Despite his many Union victories in the American Civil War, George Henry Thomas is hardly a household name.
By many accounts George Henry Thomas was one of the greatest military minds in American history. So why isn’t his name mentioned in the same breath as Ulysses S. Grant, Robert E. Lee, George McArthur or George Patton? Thomas graduated in the same West Point class as William Tecumseh Sherman, and commanded over some triumphant victories that bested his former classmate. But even during the Civil War, politics determined who advanced in the ranks, and Thomas had one handicap that he couldn’t change: he was a Southerner fighting for the Union.
As a professional soldier, George Henry Thomas’ loyalty was with the U.S. Army that he served so faithfully. But the decision to turn down a position in the Confederate army was an agonizing one, according to his wife Frances Kellogg Thomas, who was a staunch Unionist, which may have further influenced her husband’s decision.
Bred and born in Virginia, Thomas’ family narrowly survived the Nat Turner uprising in Southampton County. Thomas was 15. He would soon become a lifelong soldier, entering West Point when he was not yet 20. Upon graduating, he first became acquainted with war under Andrew Jackson in battles against the Seminole Indians.
In fact, Thomas served on the field under three future presidents, Jackson, Zachary Taylor in the Mexican-American War and Grant; and his contemporaries included future president James Garfield. Thomas was himself considered for the presidency long after the Civil War, but he quashed any consideration early on, not wanting the job. Such factors have colluded to keep his name obscure in the country’s history.
But renewed interest in old battles of the Civil War leading up to the current sesquicentennial have caused writers and historians to reexamine Thomas’ contributions to the epic fight and his sacrifices on the battlefield and in his personal life. When Thomas decided to fight for the Union, he was disowned by his family for the remainder of his life and labeled a traitor by the rest of the South.
The decision to fight on the side of the North may also have prevented advancement is his career. Thomas eventually became a major general for the Union, but even Lincoln was leery of making a commander out of a Southerner who had served under Lee before the war, according to author Ernest B. Furguson.
Smithsonian Magazine calls Thomas “The Forgotten General,” even though he is credited with many of the great Union victories in the Civil War. In one of the first notable Northern successes in the strife, then-brigadier general Thomas and his outnumbered men claimed victory in Kentucky when they drove Confederates across the Cumberland River and back into Tennessee.
Leading a group of General William Rosecrans’ men, he did the same at Stones River and Missionary Ridge during the Tullahoma campaign in Tennessee, battles that some historians call a turning point for the war.
When all seemed lost at the battle of Chickamauga Creek and his commanding general and five other generals retreated, George Henry Thomas dug in with his men and led them to safety after nightfall. The feat earned him the nickname of “Rock of Chickamauga.” Finally, he took control of the Army of the Cumberland and held the all-important cities of Chattanooga and Nashville, driving Rebels from their nests.
Thomas was an important figure in the war’s Western Theater. As historian Bruce Catton would note: “…just twice in all the war was a major Confederate army driven away from a prepared position in complete rout—at Chattanooga and at Nashville. Each time the blow that finally routed it was launched by Thomas.”
Yet George Henry Thomas rarely received credit for his military prowess, with the glory going instead to men who served under him. Burguson has another explanation for the snubbing, besides Thomas’ Southern heritage: His old West Point roommate Sherman and Grant were jealous of his conquests and refused to recognize them.
They criticized his thoroughness as being too slow. And when Grant became general in chief of all Union armies, it was Sherman who was promoted to commander in the West, despite Thomas’ considerable accomplishments in the region and the fact that he out-ranked Sherman.
When the struggle was over and the war extinguished, Thomas didn’t even get to be part of the raucous Union victory celebrations and parades in Washington, D.C. Instead, he said goodbye to his troops in the west. After Lincoln’s assassination, the overlooked general continued to command troops in Kentucky, Tennessee, Mississippi, Alabama and Georgia. But when President Andrew Johnson finally offered to make him lieutenant general, Thomas, a bit old and perhaps over it at this point, declined the offer. He died of a stroke in 1870 at the age of 53.
We will never know how Thomas felt about being passed up for promotions time and time again because most of his personal papers were destroyed. When Thomas died, Grant, who had ascended to the presidency and his old rival Sherman, who had become General in Chief, led the mourners and eventually showered praise on their fallen comrade, with Grant calling Thomas “one of the greatest heroes of our war.”
Toward the end of the 19th century he was honored with an image on $5 U.S. bank notes and there is a statue of him in Washington’s Thomas Circle, but it pales in comparison to Grant’s Tomb. Despite his heroic performance and the devotion of his men, in his own time, George Henry Thomas was never given his due. But he might finally be getting it today.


**What the task requires:**
Repeat the lines below exactly as they appear, but leave out the images.

**Supplied material:**
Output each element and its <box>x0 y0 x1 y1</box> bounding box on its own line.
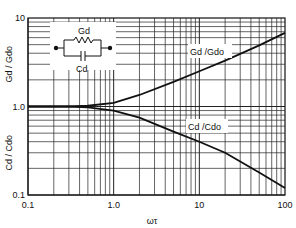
curve-label-g: Gd /Gdo <box>190 47 224 57</box>
y-axis-label-top: Gd / Gdo <box>4 46 14 83</box>
y-tick-label: 1.0 <box>12 102 25 112</box>
x-tick-label: 100 <box>277 200 292 210</box>
x-tick-label: 10 <box>194 200 204 210</box>
x-tick-label: 1.0 <box>107 200 120 210</box>
x-tick-label: 0.1 <box>22 200 35 210</box>
chart: 0.11.0101000.11.010ωτGd / GdoCd / CdoGd … <box>0 0 296 228</box>
y-tick-label: 0.1 <box>12 190 25 200</box>
y-axis-label-bottom: Cd / Cdo <box>4 135 14 171</box>
resistor-label: Gd <box>78 26 90 36</box>
plot-area: 0.11.0101000.11.010ωτGd / GdoCd / CdoGd … <box>0 0 296 228</box>
curve-label-c: Cd /Cdo <box>188 122 221 132</box>
y-tick-label: 10 <box>15 13 25 23</box>
curve-c <box>28 107 285 188</box>
x-axis-label: ωτ <box>147 216 158 226</box>
capacitor-label: Cd <box>76 64 88 74</box>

**Reply to the exercise:**
Output each element and its <box>x0 y0 x1 y1</box> bounding box on its own line.
curve-label-g: Gd /Gdo <box>190 47 224 57</box>
y-axis-label-top: Gd / Gdo <box>4 46 14 83</box>
y-tick-label: 1.0 <box>12 102 25 112</box>
x-tick-label: 100 <box>277 200 292 210</box>
x-tick-label: 10 <box>194 200 204 210</box>
x-tick-label: 1.0 <box>107 200 120 210</box>
x-tick-label: 0.1 <box>22 200 35 210</box>
chart: 0.11.0101000.11.010ωτGd / GdoCd / CdoGd … <box>0 0 296 228</box>
y-tick-label: 0.1 <box>12 190 25 200</box>
y-axis-label-bottom: Cd / Cdo <box>4 135 14 171</box>
resistor-label: Gd <box>78 26 90 36</box>
plot-area: 0.11.0101000.11.010ωτGd / GdoCd / CdoGd … <box>0 0 296 228</box>
curve-label-c: Cd /Cdo <box>188 122 221 132</box>
y-tick-label: 10 <box>15 13 25 23</box>
curve-c <box>28 107 285 188</box>
x-axis-label: ωτ <box>147 216 158 226</box>
capacitor-label: Cd <box>76 64 88 74</box>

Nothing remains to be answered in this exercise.